I needed 200 watts and 8 channels. Driving Linkwitz Orion speakers which use an active crossover. Each driver gets an amp channel.

The sound is high end. Huge stage, precise images and natural timbre. The sound reflects the front end. Changes in upstream equipment are easily audible.
ATI uses a large linear power supply. No SMPS power. I listen about 12 hours a day. Every day. Jazz and classical primarily. No listener fatigue here.
Enjoy
Kevin
Thanks @sumaato for sharing your experience with using different pres for PS audio Stellar S300 amp, and thanks @darstar for letting me know about ATI class D amp (yet unknown for me). Did you select an integrated one or otherwise which  preamp are you using? 
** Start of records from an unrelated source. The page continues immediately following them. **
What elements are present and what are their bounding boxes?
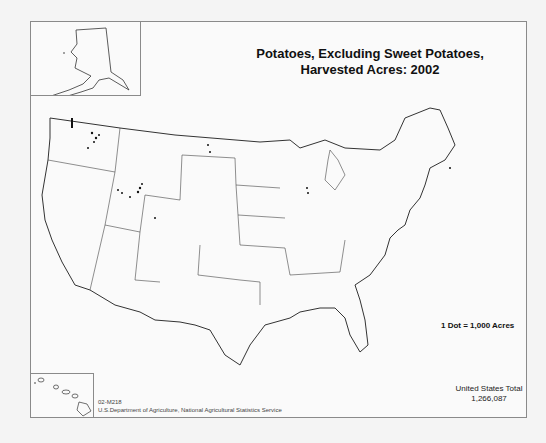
source-credit: 02-M218 U.S.Department of Agriculture, N…: [98, 398, 282, 414]
dot-clusters: [71, 118, 451, 219]
map-title: Potatoes, Excluding Sweet Potatoes, Harv…: [250, 46, 490, 78]
dot-legend: 1 Dot = 1,000 Acres: [441, 321, 514, 330]
map-title-line2: Harvested Acres: 2002: [250, 62, 490, 78]
map-code: 02-M218: [98, 398, 282, 406]
map-title-line1: Potatoes, Excluding Sweet Potatoes,: [250, 46, 490, 62]
us-total-label: United States Total: [444, 384, 534, 394]
us-total: United States Total 1,266,087: [444, 384, 534, 404]
source-text: U.S.Department of Agriculture, National …: [98, 406, 282, 414]
us-total-value: 1,266,087: [444, 394, 534, 404]
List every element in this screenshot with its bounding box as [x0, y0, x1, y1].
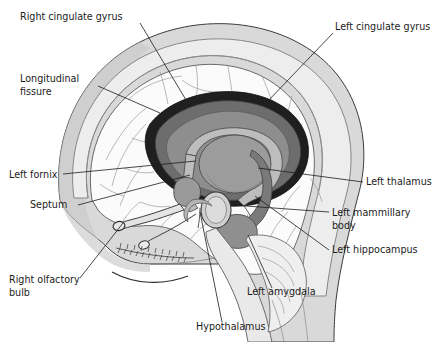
label-left-thalamus: Left thalamus [366, 176, 432, 187]
label-line: Right cingulate gyrus [20, 11, 123, 22]
label-left-hippocampus: Left hippocampus [332, 244, 418, 255]
brain-limbic-system-diagram: Right cingulate gyrusLongitudinalfissure… [0, 0, 441, 342]
label-line: Left hippocampus [332, 244, 418, 255]
label-line: body [332, 220, 356, 231]
label-line: Right olfactory [9, 274, 80, 285]
label-left-amygdala: Left amygdala [247, 286, 316, 297]
label-line: Left cingulate gyrus [335, 21, 430, 32]
mammillary-body-group [201, 192, 231, 228]
label-line: Septum [30, 199, 67, 210]
label-line: Left amygdala [247, 286, 316, 297]
label-hypothalamus: Hypothalamus [196, 321, 266, 332]
label-left-cingulate-gyrus: Left cingulate gyrus [335, 21, 430, 32]
label-line: Longitudinal [20, 73, 79, 84]
label-septum: Septum [30, 199, 67, 210]
label-line: Left fornix [9, 169, 58, 180]
mammillary-body-inner [206, 197, 227, 224]
label-right-cingulate-gyrus: Right cingulate gyrus [20, 11, 123, 22]
label-left-fornix: Left fornix [9, 169, 58, 180]
label-line: bulb [9, 287, 30, 298]
label-line: Left mammillary [332, 207, 411, 218]
label-line: Left thalamus [366, 176, 432, 187]
label-line: fissure [20, 86, 52, 97]
label-line: Hypothalamus [196, 321, 266, 332]
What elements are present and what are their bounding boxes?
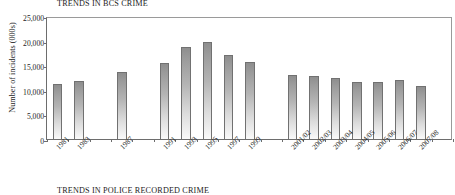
- bar: [74, 81, 84, 139]
- y-tick-mark: [44, 92, 47, 93]
- bar: [203, 42, 213, 139]
- y-tick-label: 10,000: [23, 87, 44, 96]
- plot-area: 05,00010,00015,00020,00025,000: [46, 17, 452, 140]
- bottom-caption: TRENDS IN POLICE RECORDED CRIME: [57, 186, 209, 195]
- bar: [160, 63, 170, 139]
- y-tick-mark: [44, 67, 47, 68]
- y-tick-label: 5,000: [27, 112, 44, 121]
- x-tick-mark: [282, 139, 283, 142]
- y-tick-label: 20,000: [23, 38, 44, 47]
- y-tick-mark: [44, 116, 47, 117]
- y-tick-mark: [44, 43, 47, 44]
- y-tick-label: 25,000: [23, 14, 44, 23]
- bar: [224, 55, 234, 139]
- bar: [309, 76, 319, 139]
- x-tick-mark: [453, 139, 454, 142]
- bcs-crime-bar-chart: TRENDS IN BCS CRIME Number of incidents …: [0, 0, 455, 195]
- y-tick-label: 15,000: [23, 63, 44, 72]
- x-tick-mark: [154, 139, 155, 142]
- chart-title: TRENDS IN BCS CRIME: [57, 0, 148, 8]
- bar: [245, 62, 255, 139]
- x-tick-mark: [111, 139, 112, 142]
- x-tick-mark: [47, 139, 48, 142]
- bar: [416, 86, 426, 139]
- y-axis-label: Number of incidents (000s): [8, 9, 17, 127]
- bar: [53, 84, 63, 139]
- bar: [117, 72, 127, 139]
- bar: [395, 80, 405, 139]
- bar: [352, 82, 362, 139]
- bar: [373, 82, 383, 139]
- y-tick-mark: [44, 18, 47, 19]
- bar: [331, 78, 341, 139]
- bar: [181, 47, 191, 139]
- bar: [288, 75, 298, 139]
As to the use of preamplifiers,  I suggest that if the source signal is good (and it has volume control) then this signal does not need to be altered before it comes to a power amp. In general, why the source signal should be altered in case you have a good DAC?  I suppose that  a good pre should not alter the signal coming from the source. Its like if someone does not like a salted meal. You still give him a salted meal suggesting to add much sugar to it so that to compensate the excess of salt. As a result, you get much salt and much sugar (but you just wanted a meal without salt, that's all). 

Best, 

Nodari

 


Can someone please list the Top to Midrange Class-D options on the market at present and the relative MSRP?  The Merrill 118 is fantastic but tooooo expensive.  Give me some options <$10k and I'm not one that believes something is better just because it costs more so if you know of an outstanding $700 amp, bring it on.

The Amp will be used in a bi-amp system handling the frequencies below 200Hz so a high damping factor may be a positive... or not.

I'm interested in the views of this group.